Ultimate rogue trader Jérôme Kerviel will go to jail for three years, but may have less to pay as new trial ordered to reassess £4bn penalty for damages

http://www.independent.co.uk/news/world/europe/ultimate-rogue-trader-jrme-kerviel-will-go-to-jail-for-three-years-but-may-have-less-to-pay-as-new-trial-ordered-to-reassess-4bn-penalty-for-damages-9203409.html

Version 0 of 1.

France’s highest appeal court has confirmed a three-year jail sentence for the most spectacular rogue trader in financial history, Jérôme Kerviel.

The Cour de Cassation ordered a new trial, however, on the monumental damages of €4.9bn (£4bn) which Kerviel was ordered to pay to his former employer, Société Générale.

A new hearing at the Versailles appeal court later this year will be the “trial of Société Générale,” Kerviel’s lawyer, Patrice Spinosi, said. He hailed the decision of the Cour de Cassation to overturn the damages as a “first significant victory” for Kerviel.

The former trader, 37, has always claimed that the French bank tacitly approved his risky trades and exploited the collapse of his position in 2008 to “bury” its own losses in the US subprime debacle.

He is at present walking from Rome to Paris to “protest against the tyranny of financial markets” after briefly meeting the Pope at a public audience in the Vatican.

Kerviel has roughly two weeks to complete his journey before his prison sentence takes effect. He was said today to be “somewhere between Modena and Padua”.

Television images showed him wearing a red jacket and red backpack, walking quickly while trying to ignore the numerous members of the media following him. He made no statement.

The “affaire Kerviel” exploded in early 2008, at the beginning of the global financial crisis. Kerviel, a relatively junior trader, was found to have made monumental one-way trades on the direction of European stock markets. 

In theory, he was supposed to make simultaneous “bets” on stock exchange futures going up and down to earn modest amounts of money on tiny margins between the two. Instead, he “faked” covering trades and hacked into computers to defuse the bank’s internal safeguards.

For almost two years, Kerviel made large gains.

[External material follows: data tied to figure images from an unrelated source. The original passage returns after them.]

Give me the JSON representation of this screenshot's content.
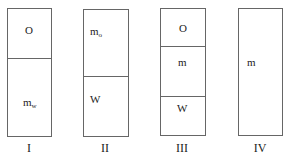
{
  "diagram": {
    "columns": [
      {
        "numeral": "I",
        "sections": [
          {
            "label": "O",
            "sub": ""
          },
          {
            "label": "m",
            "sub": "w"
          }
        ]
      },
      {
        "numeral": "II",
        "sections": [
          {
            "label": "m",
            "sub": "o"
          },
          {
            "label": "W",
            "sub": ""
          }
        ]
      },
      {
        "numeral": "III",
        "sections": [
          {
            "label": "O",
            "sub": ""
          },
          {
            "label": "m",
            "sub": ""
          },
          {
            "label": "W",
            "sub": ""
          }
        ]
      },
      {
        "numeral": "IV",
        "sections": [
          {
            "label": "m",
            "sub": ""
          }
        ]
      }
    ]
  }
}
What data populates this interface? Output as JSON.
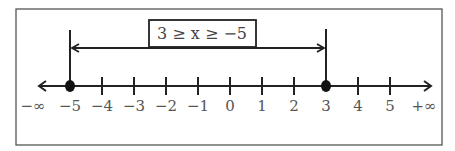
{
  "diagram": {
    "type": "number-line",
    "inequality_label": "3 ≥ x ≥ −5",
    "left_infinity": "−∞",
    "right_infinity": "+∞",
    "ticks": [
      {
        "value": -5,
        "label": "−5"
      },
      {
        "value": -4,
        "label": "−4"
      },
      {
        "value": -3,
        "label": "−3"
      },
      {
        "value": -2,
        "label": "−2"
      },
      {
        "value": -1,
        "label": "−1"
      },
      {
        "value": 0,
        "label": "0"
      },
      {
        "value": 1,
        "label": "1"
      },
      {
        "value": 2,
        "label": "2"
      },
      {
        "value": 3,
        "label": "3"
      },
      {
        "value": 4,
        "label": "4"
      },
      {
        "value": 5,
        "label": "5"
      }
    ],
    "interval": {
      "lower": -5,
      "upper": 3,
      "lower_closed": true,
      "upper_closed": true
    },
    "colors": {
      "line": "#222222",
      "text": "#555555",
      "frame": "#555555"
    }
  }
}
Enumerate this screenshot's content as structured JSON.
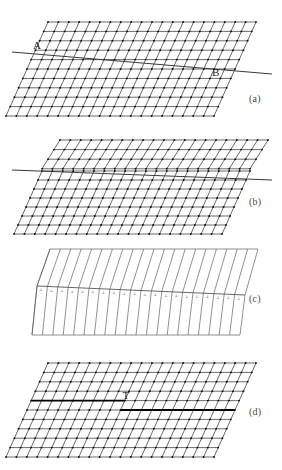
{
  "figure": {
    "background_color": "#ffffff",
    "line_color": "#2b2b2b",
    "node_color": "#111111",
    "accent_color": "#000000",
    "width": 282,
    "height": 470
  },
  "panels": [
    {
      "id": "a",
      "label": "(a)",
      "kind": "lattice",
      "description": "Sheared parallelogram lattice with node dots and a straight slip trace line A-B crossing it",
      "columns": 20,
      "rows": 10,
      "shear": "right-leaning uniform",
      "annotations": [
        {
          "name": "point-a",
          "text": "A",
          "x": 33,
          "y": 39
        },
        {
          "name": "point-b",
          "text": "B",
          "x": 212,
          "y": 66
        }
      ],
      "slip_line": {
        "x1": 12,
        "y1": 52,
        "x2": 272,
        "y2": 74
      }
    },
    {
      "id": "b",
      "label": "(b)",
      "kind": "lattice-dislocated",
      "description": "Lattice after slip; upper block sheared more steeply than lower block, separated by a horizontal slip plane",
      "columns": 20,
      "rows_upper": 3,
      "rows_lower": 7,
      "shear": "two-zone mismatched",
      "slip_line": {
        "x1": 12,
        "y1": 170,
        "x2": 272,
        "y2": 180
      }
    },
    {
      "id": "c",
      "label": "(c)",
      "kind": "chevron",
      "description": "Schematic chevron/herringbone of lattice planes only, with inverted-T dislocation symbols along the slip plane",
      "columns": 20,
      "dislocation_symbol": "⊥",
      "dislocation_count": 20,
      "slip_line": {
        "x1": 38,
        "y1": 285,
        "x2": 246,
        "y2": 296
      }
    },
    {
      "id": "d",
      "label": "(d)",
      "kind": "lattice-edge-dislocation",
      "description": "Final lattice containing a single edge dislocation marked with a large T symbol on a stepped bold slip line",
      "columns": 20,
      "rows": 10,
      "annotations": [
        {
          "name": "dislocation-symbol",
          "text": "T",
          "x": 138,
          "y": 398
        }
      ]
    }
  ]
}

Yet in early 2008, the extent of his colossal exposure was discovered and SocGen unscrambled his positions, reporting a total loss of €4.9bn.

At his original trial in 2010, and at the appeal hearings in 2012, Kerviel and his lawyers admitted that he had “lost all sense of reality”.

But they called a string of witnesses who said that he  was also a “victim” of a “greedy” world financial system which had itself lost touch with reality.

While Mr Kerviel was winning, they argued, the bank tacitly approved his dealings. When he got into trouble, he was made a scapegoat for the bank’s wider losses in  the financial crisis. The trader had never attempted to embezzle his “winnings” when his trades were succeeding, they said.

His only obsession was to prove himself to be a master trader in the eyes of his employer.

The 2010 trial resulted in convictions for forgery, breach of trust and unauthorised computer use for covering up bets worth nearly €50bn, which was more than the market value of the entire bank.

It sentenced him to a five-year prison term (with two years suspended), which was upheld today, though the €4.9bn in damages will now be reviewed.

Jean Veil, SocGen’s lawyer, said the new trial will see the bank explain that it knew “from the moment that these events were discovered that there were errors in our system, which we’ve repaired and spent hundreds of millions to be able to change our control system”.

An internal report by the bank, however, found managers failed to follow up on 74 different alarms about Kerviel’s activities.

Kerviel’s superiors were questioned in the investigation, but none of them faced charges.